Soon it will have a lot of the common functionality we use to build our projects.
If you have any questions feel free to contact us on Fedi @aldercone@mastodon.art
Note: this is very much setup for development on Linux; there's some tools for buliding Windows binaries, see Windows section below.
About how it all works
You'll need haxe and hashlink installed to use this. It uses make to do various things.
Useful targets
make run
- build and run the app using hashlinkmake build-native
- build the app as a native binary for Linuxmake build-web
- build that app as a javascript file for the web targe
The *-manifest directories are things meant to be copied into the distribution packages (like icons, install scripts, READMEs, etc).
Windows
Windows build support is currently broken. It's missing some files (resources, icons) that are needed.
Our windows build setup is somewhat idiosyncratic. We build the Windows binaries on a Windows VM with Cygwin (which is used for scripting, but not for building), Haxe for Windows, and Visual Studio (and Visual C++).
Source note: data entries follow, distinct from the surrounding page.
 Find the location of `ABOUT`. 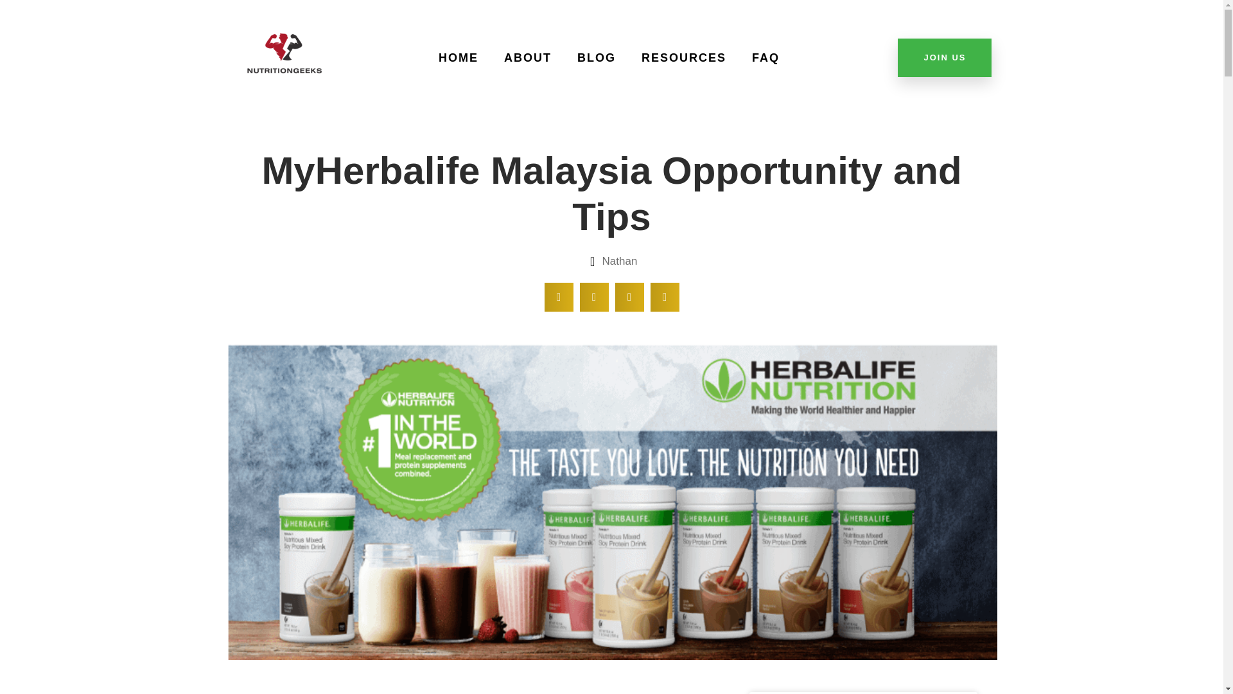

ABOUT is located at coordinates (528, 58).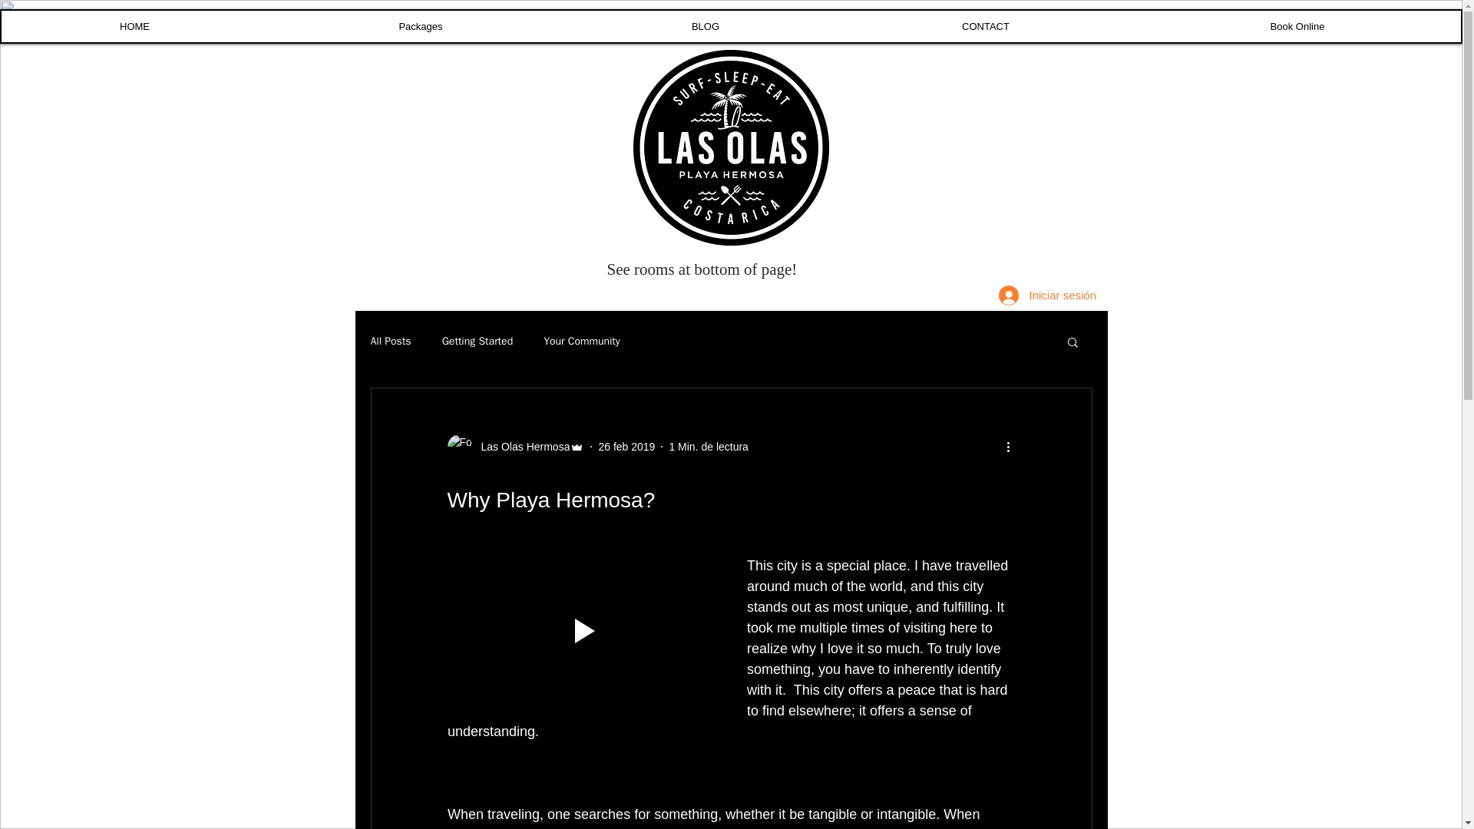  Describe the element at coordinates (582, 341) in the screenshot. I see `Your Community` at that location.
There is a make target make build-windows
that sets up the
build. Then our script build-windows.sh
is meant to be run from the
VM. This requires a shared volume mounted as H:
(we use ssh-fs on
the Windows side); it then copies the source code over, converts it to
C, and compiles an exe, and copies it back to a build directory. This
script also uses a script called WINDOWS-CMD-ENVIRONMENT.sh
that
sets up the environment in Cygwin to use the Visual C compiler.